New York Times Lies About Trump Banning 'Racial Sensitivity' Training

September 8th, 2020 7:15 AM

The Labor Day edition of the New York Times led its National section with a hostile full-page “news analysis” from chief White House correspondent Peter Baker on President Trump’s supposed appeals to white grievance in “Trump Makes White Grievance a Pillar of His Campaign – Seeking a Political Lift From Banning Training On Racial Sensitivity.” 

The headline writers stacked the deck, because Trump didn't ban mere "racial sensitivity” training, which sounds relatively benign compared to “Critical Race Theory,” which is what the controversy was actually about. “CRT” is a theoretical construct imported directly from the radical university settings into the corporate world – condemning all whites as racist, and American society is structurally racist, etc. – without regard whether it actually improves racial relations or makes them worse.

Baker has been nasty against Trump before, but this might be his strongest anti-Trump "news" article yet.

After a summer when hundreds of thousands of people took to the streets protesting racial injustice against Black Americans, President Trump has made it clear over the last few days that, in his view, the country’s real race problem is bias against white Americans.

Just days after returning from Kenosha, Wis., where he staunchly backed law enforcement and did not mention the name of Jacob Blake, the Black man shot seven times in the back by the police, Mr. Trump issued an order on Friday to purge the federal government of racial sensitivity training that his White House called “divisive, anti-American propaganda.”

....

In effect, he is reaching out to a subset of white voters who think the news media and political elites see Trump supporters as inherently racist. Mr. Trump has repeatedly rejected the notion that America has a problem with systemic racial bias, dismissing instances of police brutality against Black Americans as the work of a few “bad apples,” in his words.

“Trump is the most extreme, and he has done something that is beyond the bounds of anything we have seen,” said Sherrilyn Ifill, the president of the NAACP Legal Defense and Educational Fund. “Playing with racism is a dangerous game. It’s not that you can do it a little bit or do it slyly or do it with a dog whistle. It’s all dangerous, and it’s all potentially violent.”

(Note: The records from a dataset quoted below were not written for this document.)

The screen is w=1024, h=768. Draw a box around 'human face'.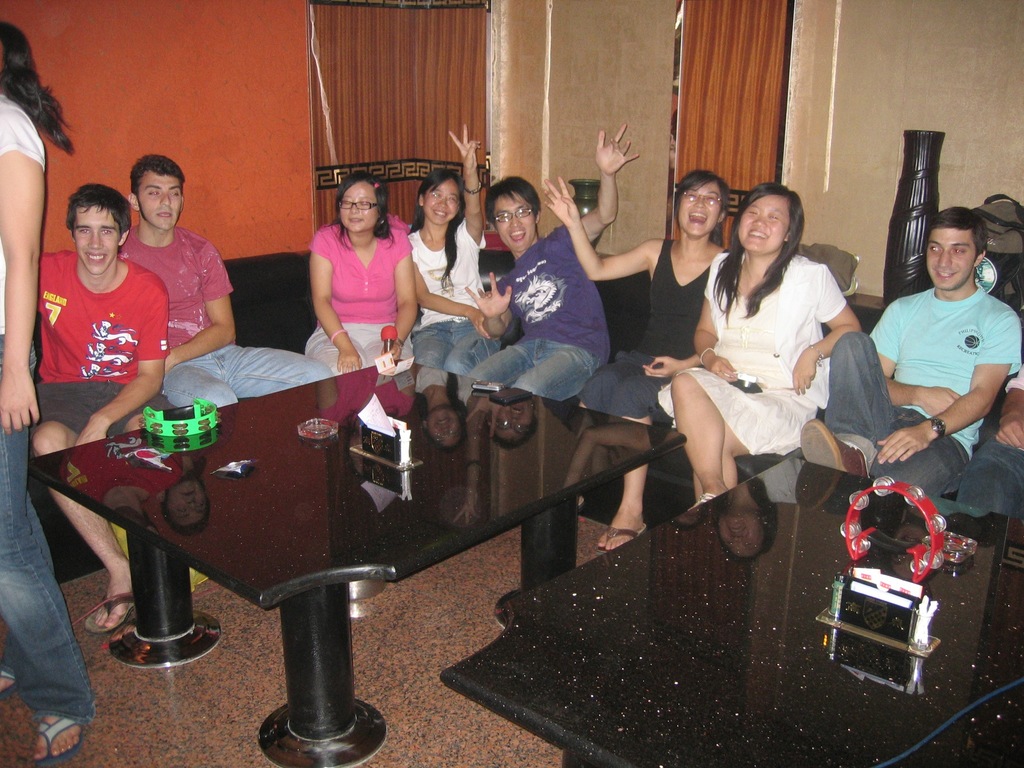
rect(137, 168, 180, 235).
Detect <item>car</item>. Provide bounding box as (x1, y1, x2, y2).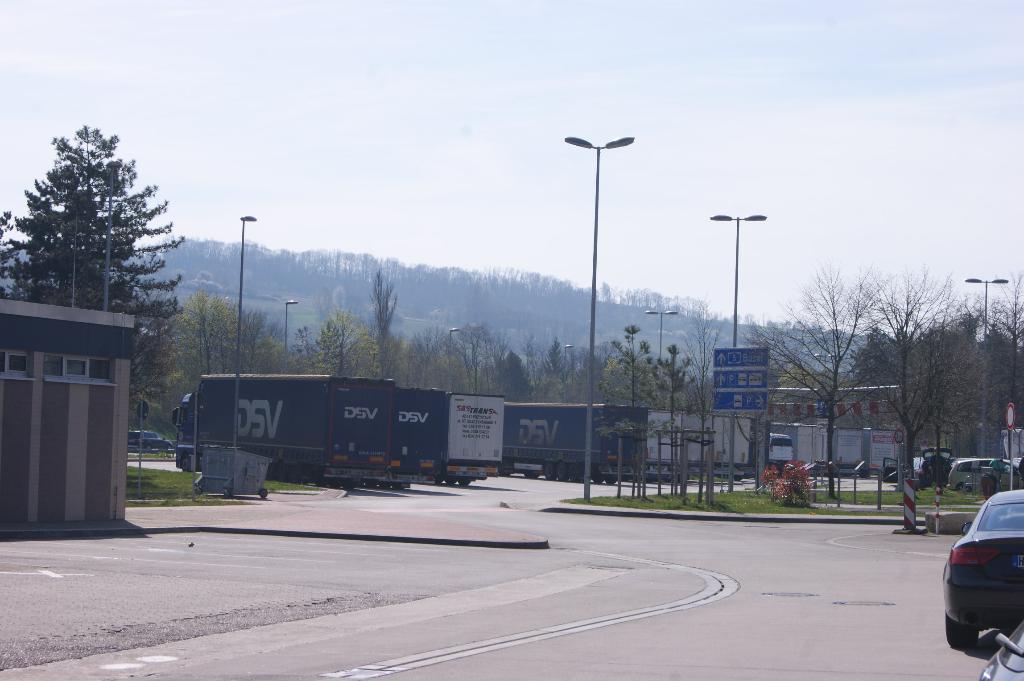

It took Baker forever to semi-elucidate what the misleading phrase “racial sensitivity” training actually entailed, citing second-hand from “conservative scholar” Christopher Rufo, who broke the scandal on the bizarre federal government training sessions.

On his website, Mr. Rufo identified six agencies that had conducted training sessions that he said asserted that America is inherently racist and promoted concepts like unconscious bias, white privilege and white fragility. At the Treasury Department, for instance, he said employees had been told that “virtually all white people contribute to racism” and that white staff members should “struggle to own their racism.”

Even later in the piece, Baker acknowledged Trump is attacking the politically correct but historically inaccurate "1619 Project" that the Times is pushing on schools: 

Mr. Trump wrote or reposted roughly 20 Twitter messages about the memo on Saturday and on Sunday said the Education Department would investigate schools that use curriculum from the 1619 Project by The New York Times Magazine, an effort to look at American history through the frame of slavery’s consequences and the contributions of Black Americans.

Baker couldn't stop with the racial accusations.

Critics said the president’s move was a transparent play for white votes with less than two months until the Nov. 3 election.

That particular “critic” is author Ibram X. Kendi, author of a quack tome popular in progressive circles, How to Be an Anti-Racist. According to Kendi’s book (which even condemns Barack Obama) there has never been a disparate outcome that is not the result of racism.